A Petition for Inclusion to the West Jefferson County Metro District was to be heard at the Evergreen Metro water board meeting on July 21. It was incorrectly advertised, and the hearing was poorly attended.
The petition was made by Foothills Fire Protection District to include the property they, with Alpine Rescue Team, occupy at Hwy 40 & Hwy 74. The current occupants already receive water from Lookout Mountain Water District. The fact behind this petition is that it was made to enable a rezoning application that would result in those same emergency services being removed from that property and replaced by commercial development. The developer is Northstar Ventures, which initiated the petition and paid the associated legal fees. He had previously filed under this corporate name but failed to obtain the FFPD’s signature prior to the original scheduled hearing on May 16.
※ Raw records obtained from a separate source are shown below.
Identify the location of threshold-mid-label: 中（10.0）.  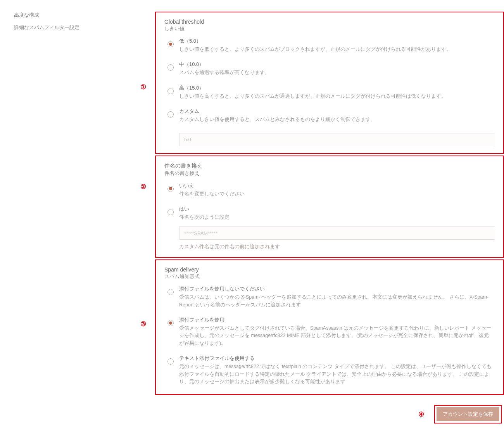
(336, 64).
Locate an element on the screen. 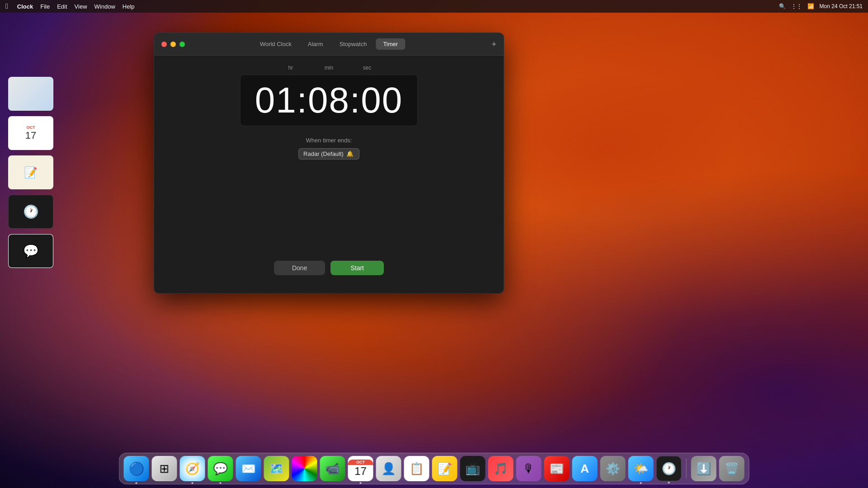 This screenshot has height=488, width=868. dock-weather: 🌤️ is located at coordinates (641, 469).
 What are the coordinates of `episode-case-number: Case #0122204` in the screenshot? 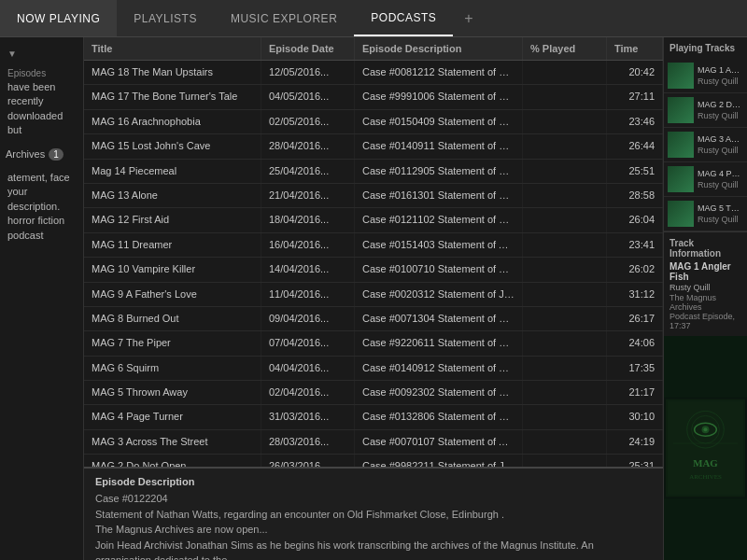 It's located at (374, 498).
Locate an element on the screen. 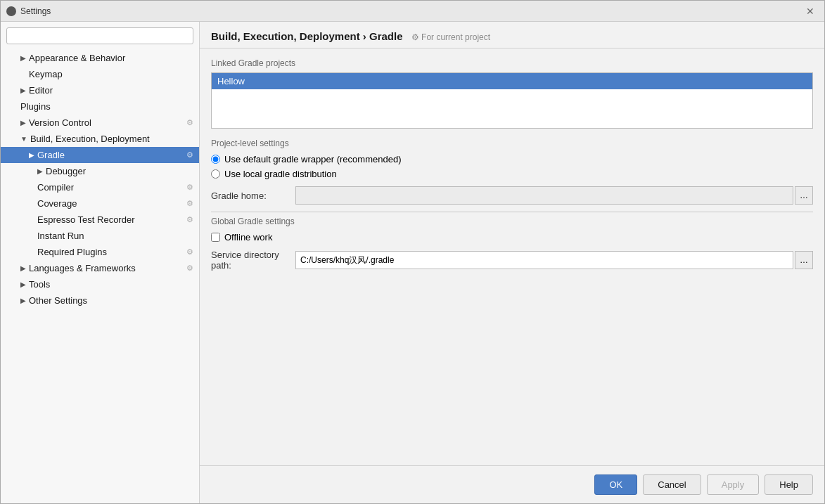 The image size is (825, 504). global-settings-label: Global Gradle settings is located at coordinates (512, 221).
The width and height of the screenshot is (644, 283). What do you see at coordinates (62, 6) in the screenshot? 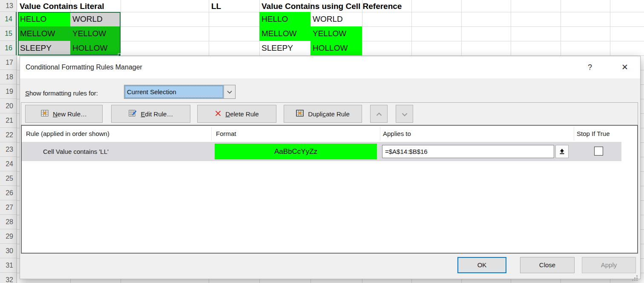
I see `header-value-contains-literal: Value Contains Literal` at bounding box center [62, 6].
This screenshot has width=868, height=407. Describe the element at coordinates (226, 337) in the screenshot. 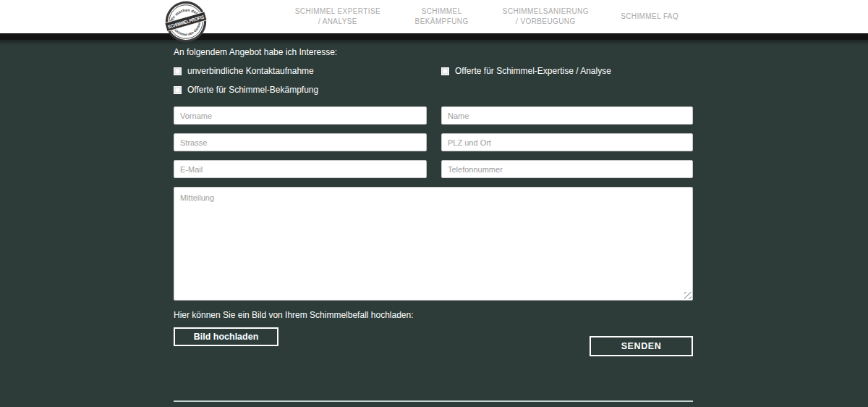

I see `upload-image-button: Bild hochladen` at that location.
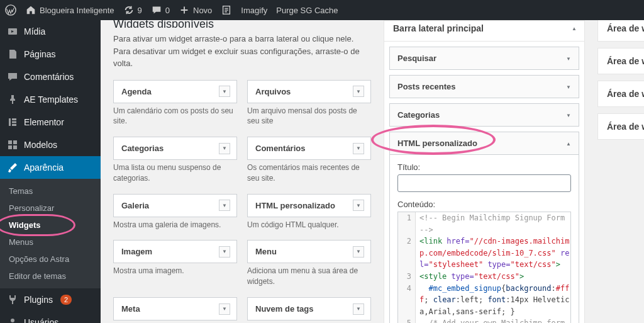 The height and width of the screenshot is (323, 644). I want to click on widget-title-label: Título:, so click(484, 167).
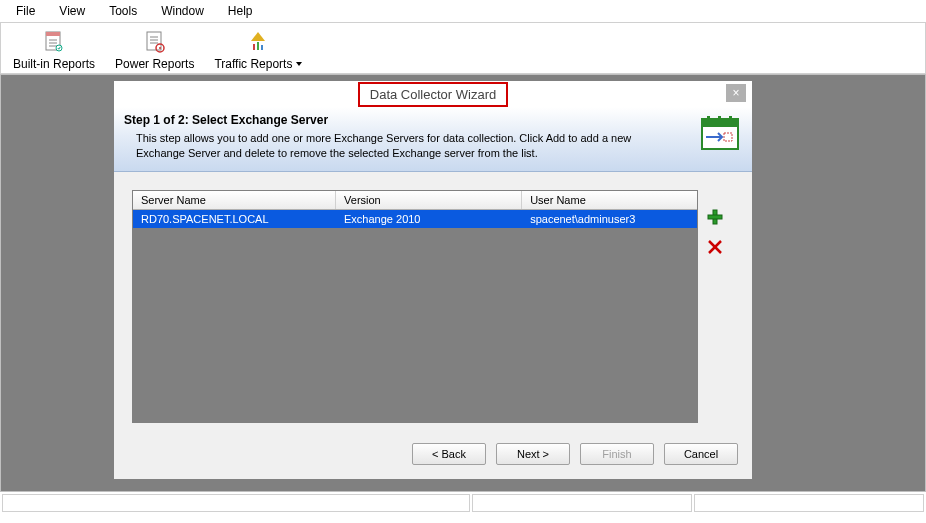 The height and width of the screenshot is (523, 926). What do you see at coordinates (72, 11) in the screenshot?
I see `menu-view: View` at bounding box center [72, 11].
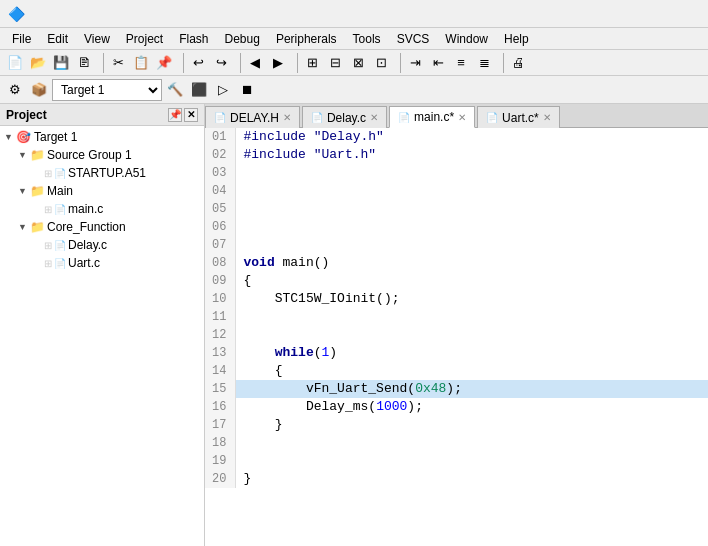 Image resolution: width=708 pixels, height=546 pixels. Describe the element at coordinates (518, 63) in the screenshot. I see `print-btn: 🖨` at that location.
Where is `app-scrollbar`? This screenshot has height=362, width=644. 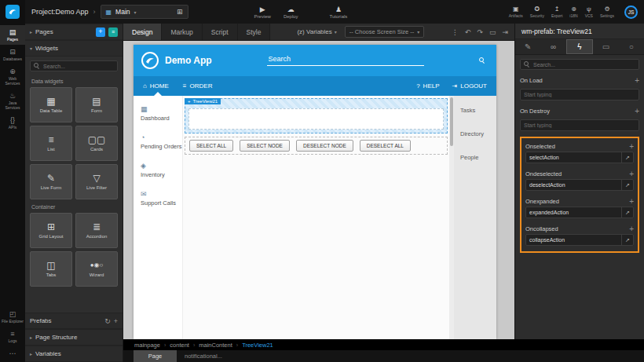
app-scrollbar is located at coordinates (452, 218).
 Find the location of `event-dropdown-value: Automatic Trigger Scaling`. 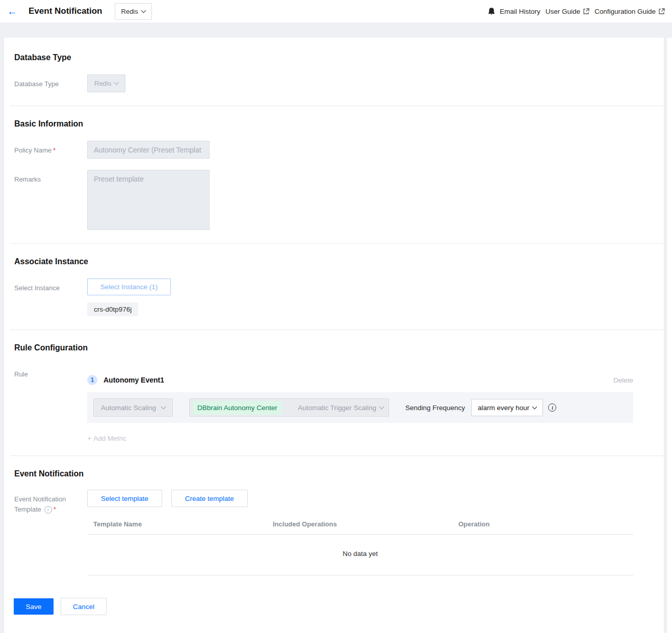

event-dropdown-value: Automatic Trigger Scaling is located at coordinates (337, 408).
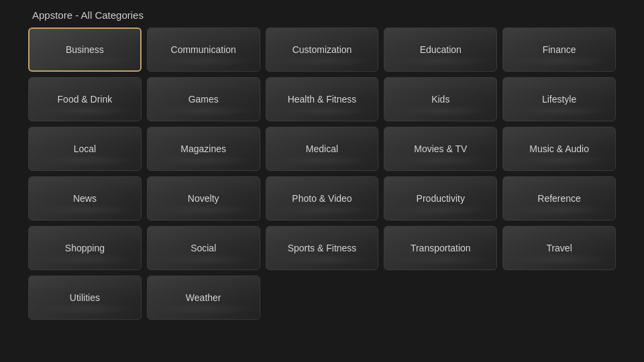  I want to click on category-item-shopping: Shopping, so click(85, 248).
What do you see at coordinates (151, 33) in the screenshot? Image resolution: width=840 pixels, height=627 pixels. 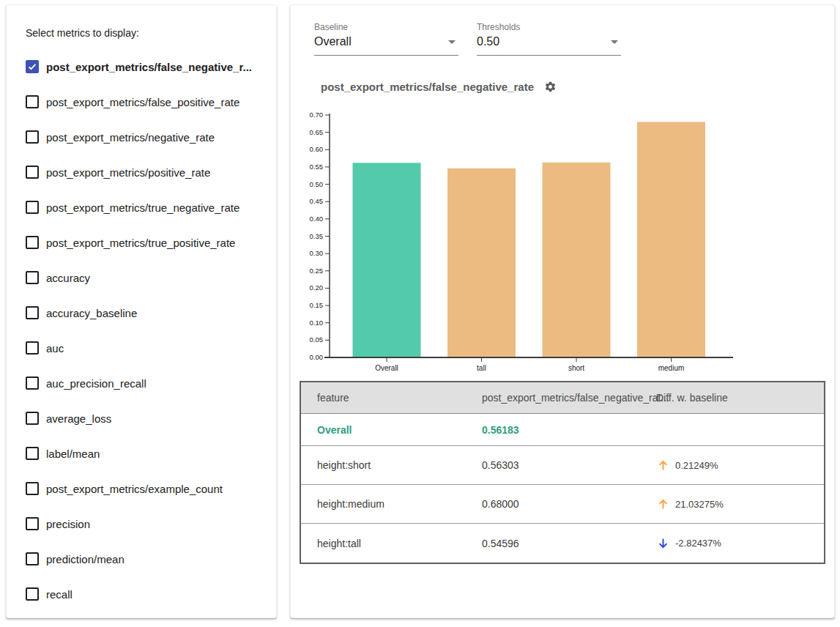 I see `metric-selector-title: Select metrics to display:` at bounding box center [151, 33].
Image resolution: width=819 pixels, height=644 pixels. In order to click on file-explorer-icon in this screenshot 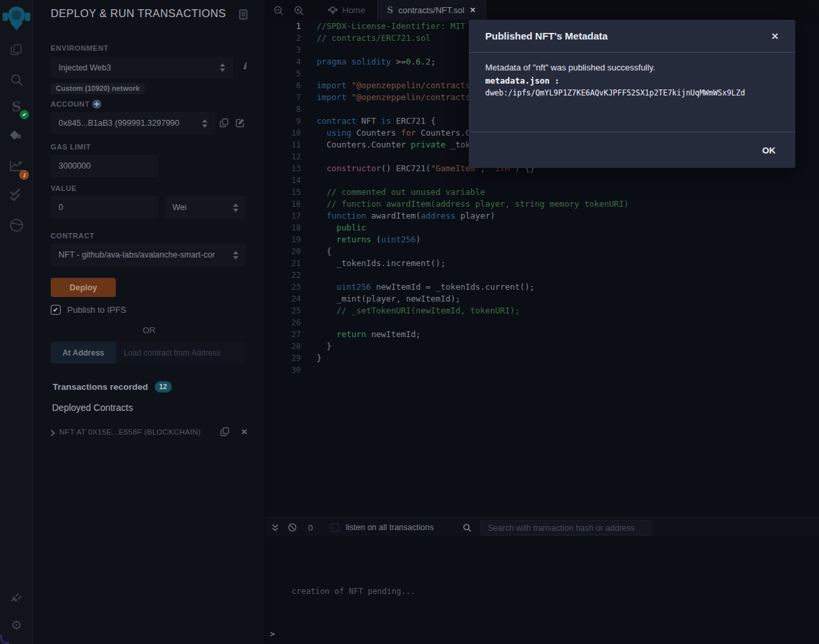, I will do `click(16, 50)`.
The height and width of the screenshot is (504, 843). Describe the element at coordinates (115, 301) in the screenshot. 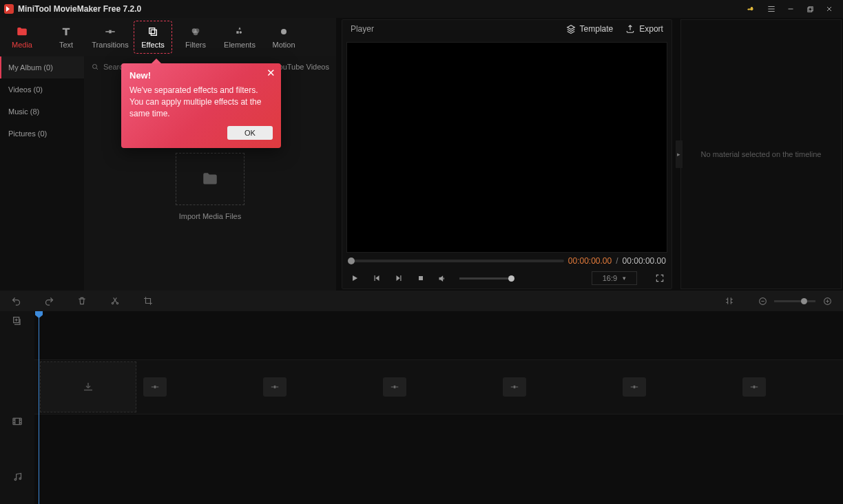

I see `split-button` at that location.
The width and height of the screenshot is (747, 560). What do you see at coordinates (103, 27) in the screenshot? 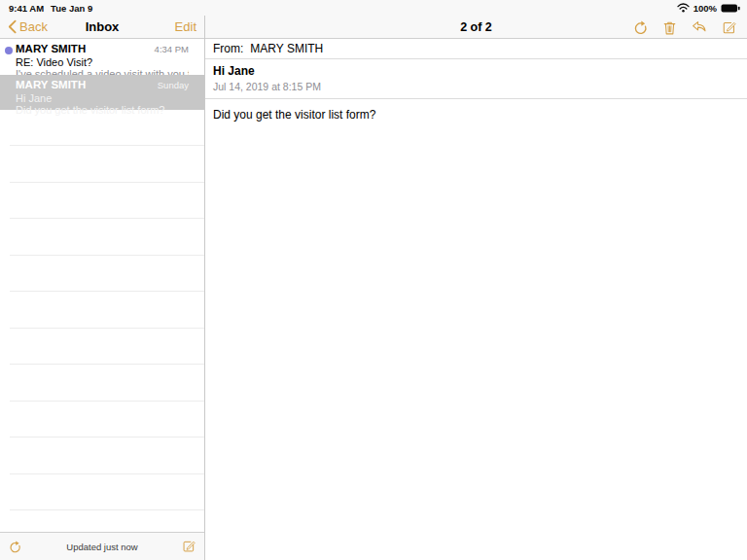
I see `mailbox-title: Inbox` at bounding box center [103, 27].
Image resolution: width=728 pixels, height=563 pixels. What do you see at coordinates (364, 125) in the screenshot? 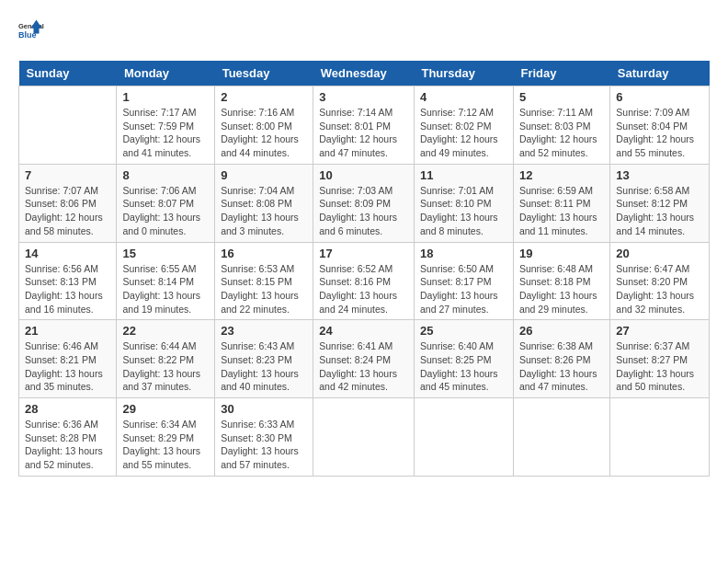
I see `calendar-week-row: 1Sunrise: 7:17 AM Sunset: 7:59 PM Daylig…` at bounding box center [364, 125].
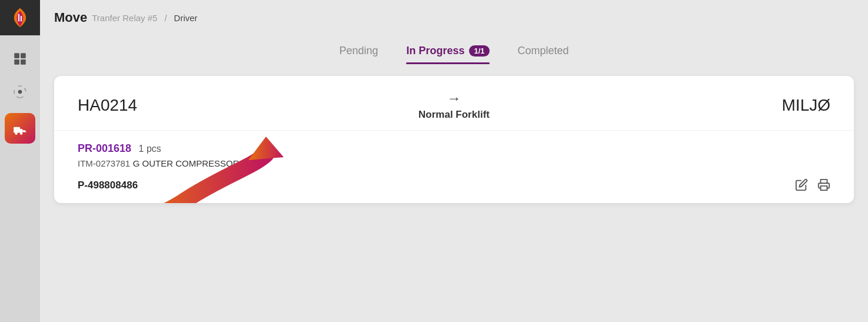 The width and height of the screenshot is (868, 322). I want to click on tabs-bar: Pending In Progress 1/1 Completed, so click(454, 49).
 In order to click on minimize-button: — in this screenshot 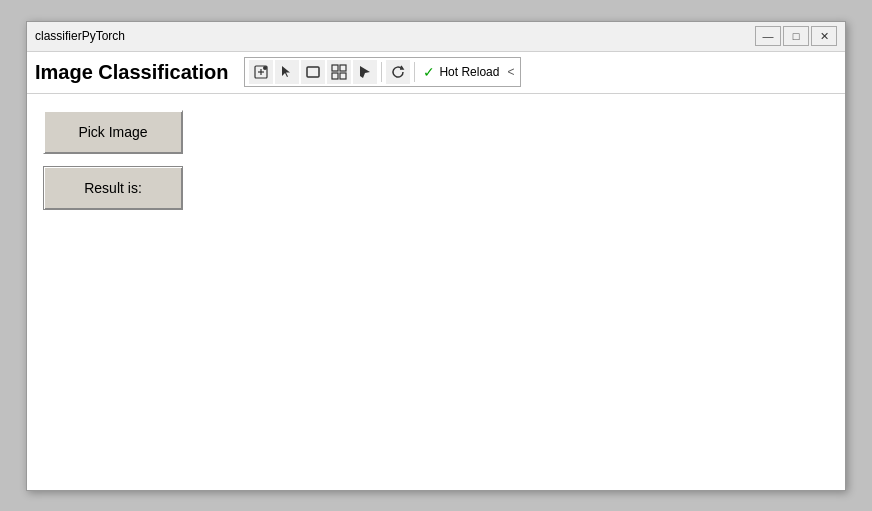, I will do `click(768, 36)`.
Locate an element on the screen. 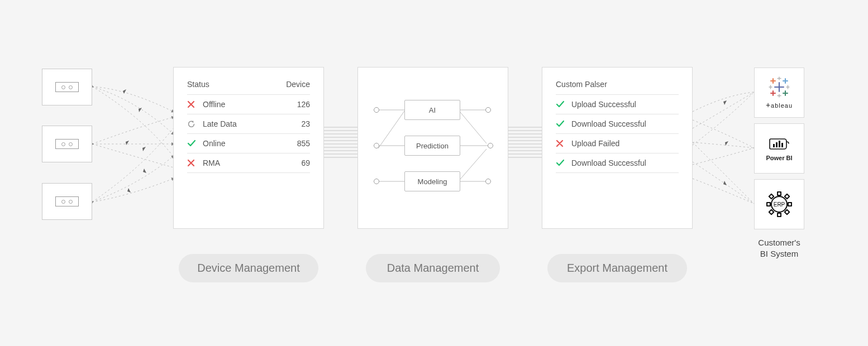  status-row: RMA 69 is located at coordinates (249, 163).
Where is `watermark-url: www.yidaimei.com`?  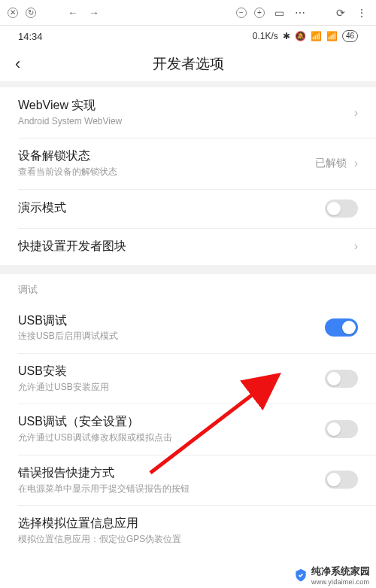
watermark-url: www.yidaimei.com is located at coordinates (341, 582).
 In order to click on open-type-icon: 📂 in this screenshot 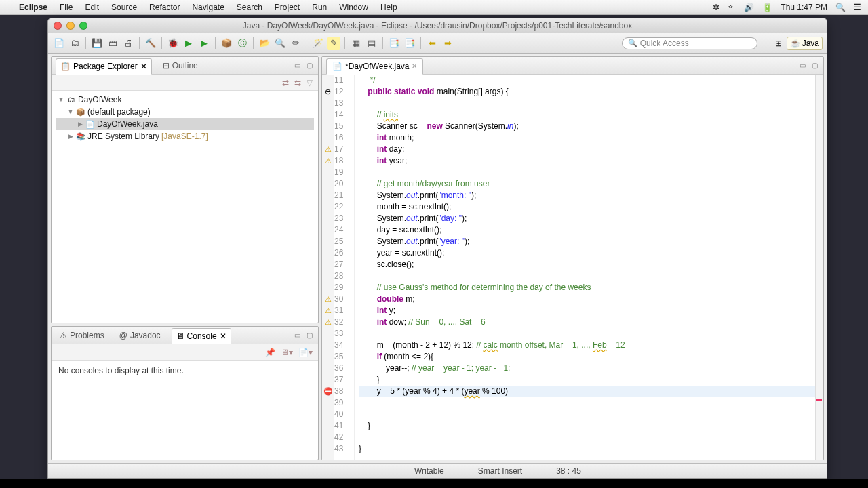, I will do `click(264, 43)`.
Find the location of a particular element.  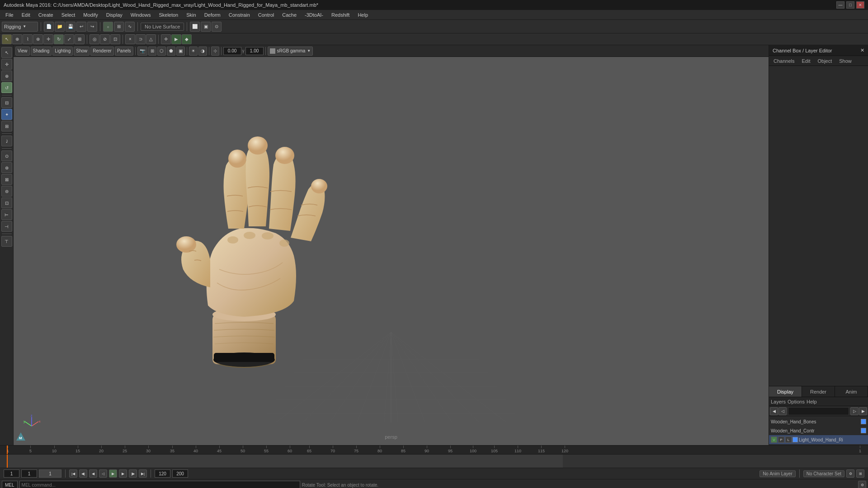

vp-exposure-input is located at coordinates (232, 51).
One half of the proposed development is already within the WJCMD and thus will receive Evergreen water. Its use if developed as proposed, by the developer’s own estimates, is projected to be about 3.1 million gallons per year, requiring the equivalent of 60 “taps” to meet its demand.
This petition is about the other half of the same proposed development that is not already in the WJCMD. It is not about providing water and sewer service to the current occupants of the less than 2-acre property. Rather, the proposed commercial development on just this parcel would, by the developer’s own estimates, increase consumption by 100 times that of the current occupants’ needs.The projected use isestimated to total 2.4 million gallons per year, also requiring the equivalent of 60 “taps” to meet its demand.
Beyond consumptive use, the WJCMD has already said that it lacks capacity to meet firefighting requirements for existing properties in this part of its district near El Rancho.Any new development here will be required to build their own water storage for that purpose. Additional, zoned but vacant commercial and residential properties in this area that are already within the WJCMD will exacerbate this capacitydeficitwhen built out. Fire suppression is relevant not only to individual properties, but to protection of the surrounding area.
Adding this parcel, with its huge proposed demand, is unnecessary and disproportionately burdensome. West Jeff and Evergreen’s water come from the same source. It’s all your water, Evergreen.